Finally got my camera working so here's some pics of the garden this year. Mowed a path from the house to the garden through the honey bee pasture so I don't get nailed walking out there barefoot.
Thankyou. Just finished freezing up 36 lbs of brockets and 8 lbs of cauliflower. Side shoots on the brockets til freezings-up. All is looking good except the carrots, lot of them have several carrots shoots in stead of one nice one with a type I've grown great ones with for 4 years now. Maybe the new seed.
Good for you. Not the harvest we hoped for as tomatoes got root rot. Corn just fair. here in midwest has not been good for anyone. farmers market more baked goods, than fresh vegs.
Has anybody else in the UK planted leeks this year? I plant them most years, but I have been really pleased with the results so far this year (Onions in the same patch are doing well too)

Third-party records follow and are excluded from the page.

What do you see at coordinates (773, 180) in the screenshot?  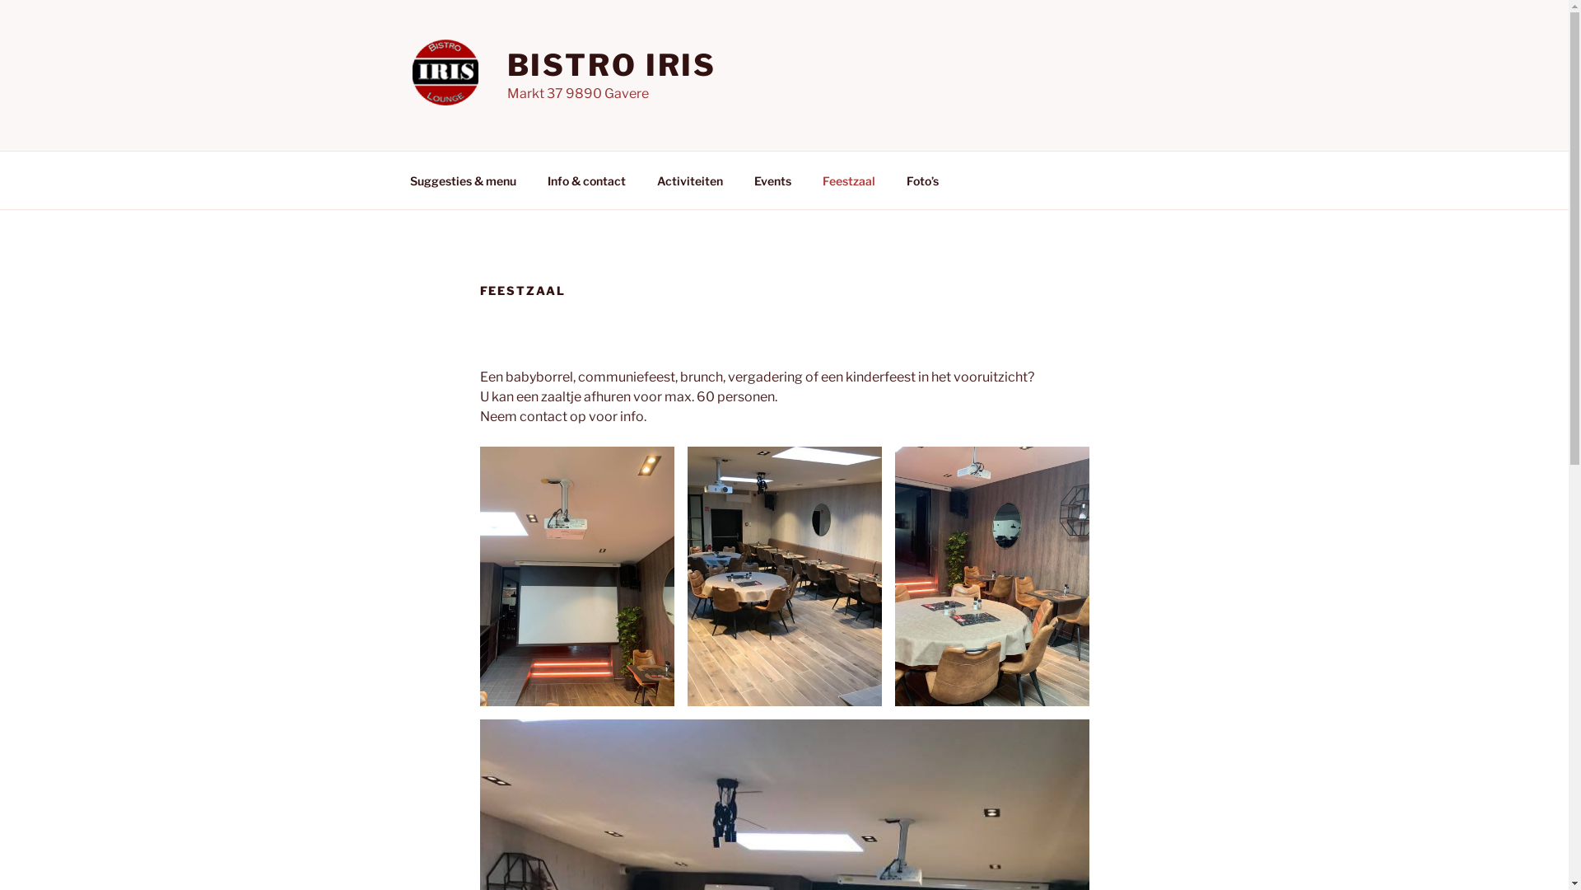 I see `Events` at bounding box center [773, 180].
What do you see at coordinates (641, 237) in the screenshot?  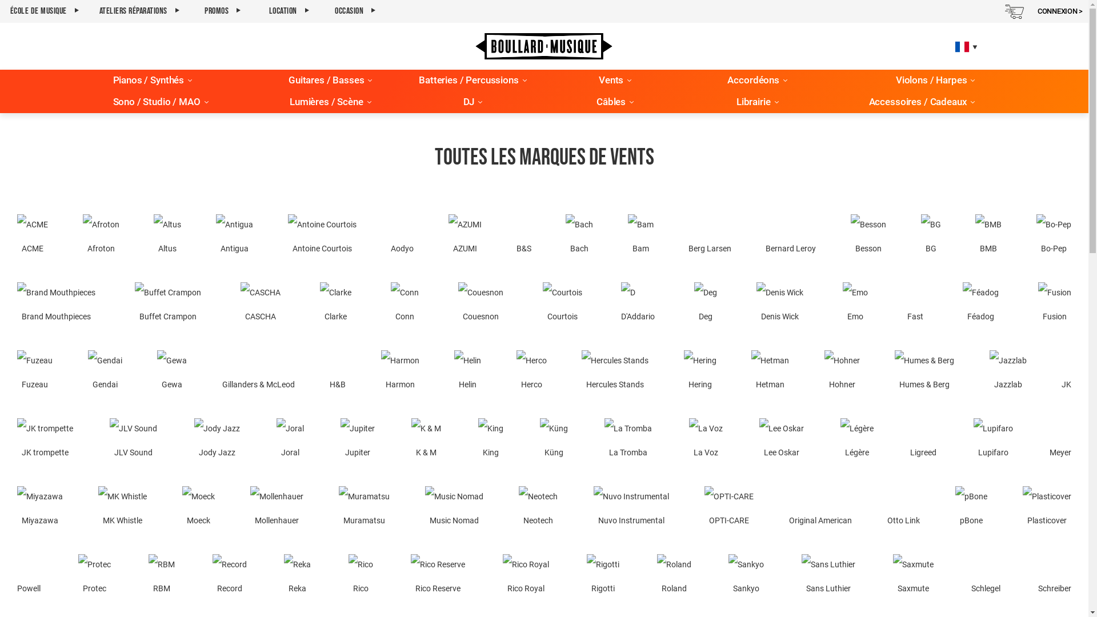 I see `Bam` at bounding box center [641, 237].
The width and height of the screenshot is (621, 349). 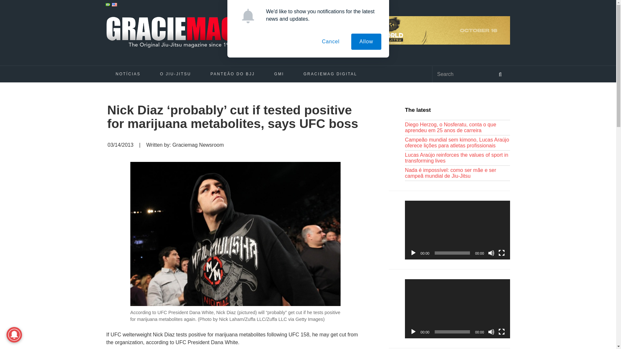 I want to click on Search, so click(x=500, y=74).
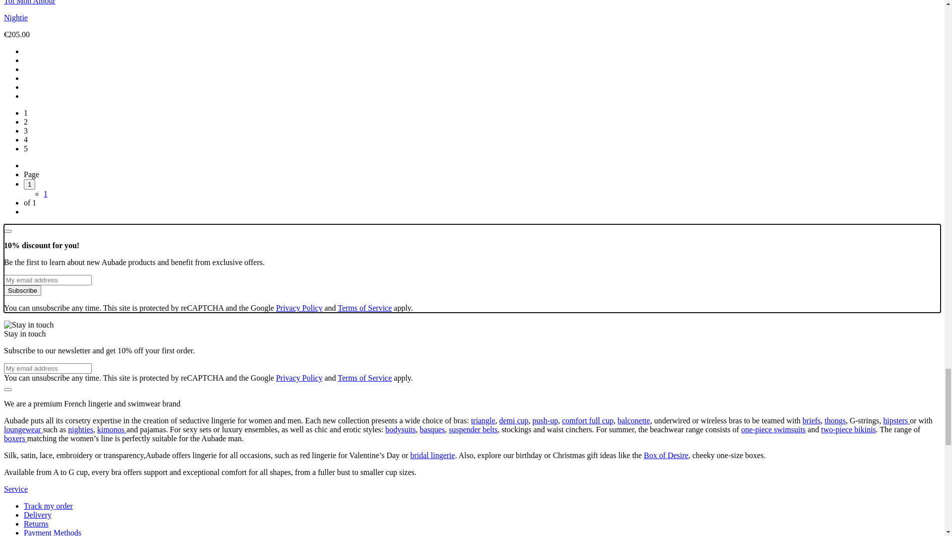  Describe the element at coordinates (60, 71) in the screenshot. I see `ELIE SAAB x Aubade` at that location.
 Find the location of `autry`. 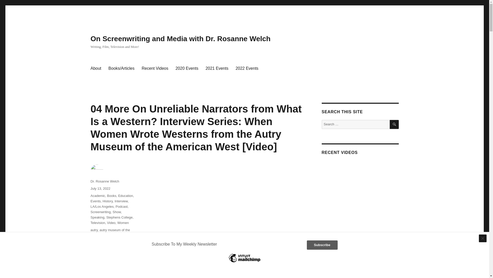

Not bad for a volunteer in an untended pile. I love the mystery, "Is it acorn, butternut or spaghetti?"
I live in a condo so me growing a garden is impossible but i should really find something creative to do with the porch
Just wrapping up harvesting mine with digging about 80 lbs of potatoes. Seemed like things were slow growing this year but had to buy another freezer for carrots, beets and kale plusmput up a 3rd line in the basement to hang my onions from so I shouldn't have to make many trips to the store this winter. Also have plenty of sockeye salmon, caribou and moose for meats. Still gotta puts some fish bone meal on the beds, till them up and water down before it drops below freezing with no return soon, like midway through next week.
Will do, maybe by then the melons will be doing something but it's been over 100f in the day for longer than I recall so nothing is moving very fast. Next few weeks we should be down to the 90' fingers crossed. @AstroShark look into vertical gardens. They even sell 4'×8' wall panels with planters molded into them.
I always grow my own dry beans each year, and it is once again time for that harvest. Two 40-foot rows of tepary beans provides enough for burritos all year. I grow both black and brown tepary beans, which are smaller than pintos, but grow better in the Sonoran Desert. Some of the pods are starting spontaneously shatter on sunny days, so I pick pods early in the morning each day.
Thinking if I can cover the plant in straw maybe I can stave off the frost till late November hopefully.